Objective: Understanding how artificial neural networks have helped with machine learning
Artificial Neural Networks (ANNs) are computational models inspired by the structure of biological neurons. They have become a cornerstone of modern machine learning because they can automatically discover complex patterns from data.
Key Concepts
Neuron (perceptron): computes a weighted sum of its inputs and passes the result through an activation function.
Activation function: introduces non‑linearity; common choices are the sigmoid \$\sigma(z)=\frac{1}{1+e^{-z}}\$, ReLU \$f(z)=\max(0,z)\$, and tanh.
Network architecture: layers of neurons (input, hidden, output) connected by weighted edges.
Training (learning): adjusting weights to minimise a loss function, typically using gradient descent and back‑propagation.
Mathematical Formulation
The output \$a\$ of a single neuron is given by
\$\$
a = \phi\!\left(\sum{i=1}^{n} wi x_i + b\right)
\$\$
where \$xi\$ are the inputs, \$wi\$ the corresponding weights, \$b\$ the bias, and \$\phi\$ the activation function.

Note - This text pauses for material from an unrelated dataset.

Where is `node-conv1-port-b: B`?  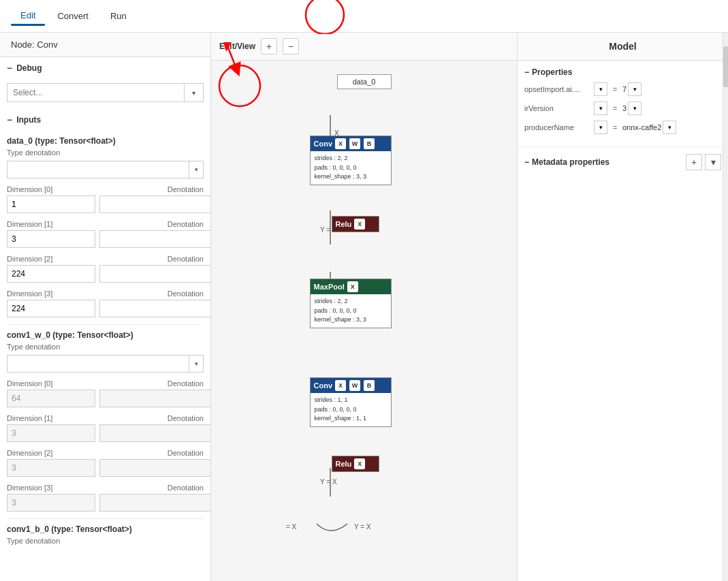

For a network with parameters \$\theta\$, the loss \$L(\theta)\$ (e.g., mean‑squared error) is minimised by updating the weights in the opposite direction of the gradient:
Object detection in photographs – convolutional neural networks (CNNs) locate and label multiple objects.
Speech‑to‑text – recurrent neural networks (RNNs) and transformers model temporal dependencies.
Strategic game playing – deep reinforcement learning combines ANNs with reward‑based learning.
Comparison of ANN Types
Network Type
Typical Use‑case
Key Feature
Multilayer Perceptron (MLP)
Tabular data, simple pattern classification
Fully connected layers, static input size
Convolutional Neural Network (CNN)
Image and video analysis
Convolutional filters exploit spatial locality
Recurrent Neural Network (RNN)
Sequential data such as speech or text
Hidden state carries information across time steps
Transformer
Large‑scale language models, translation
Self‑attention mechanism enables parallel processing of sequences
Limitations and Considerations
Require large labelled datasets for effective training.
Training can be computationally intensive; GPUs or specialised hardware are often needed.
Risk of over‑fitting if the network is too large relative to the data.
Interpretability: internal representations are often opaque (“black‑box”).
Suggested diagram: A schematic of a three‑layer neural network showing input neurons, hidden neurons, output neurons, and weighted connections.
Summary
Artificial neural networks have transformed machine learning by providing flexible, powerful models capable of learning complex, non‑linear mappings directly from data. Their ability to automatically extract features, scale with large datasets, and be adapted across domains makes them indispensable tools in modern AI.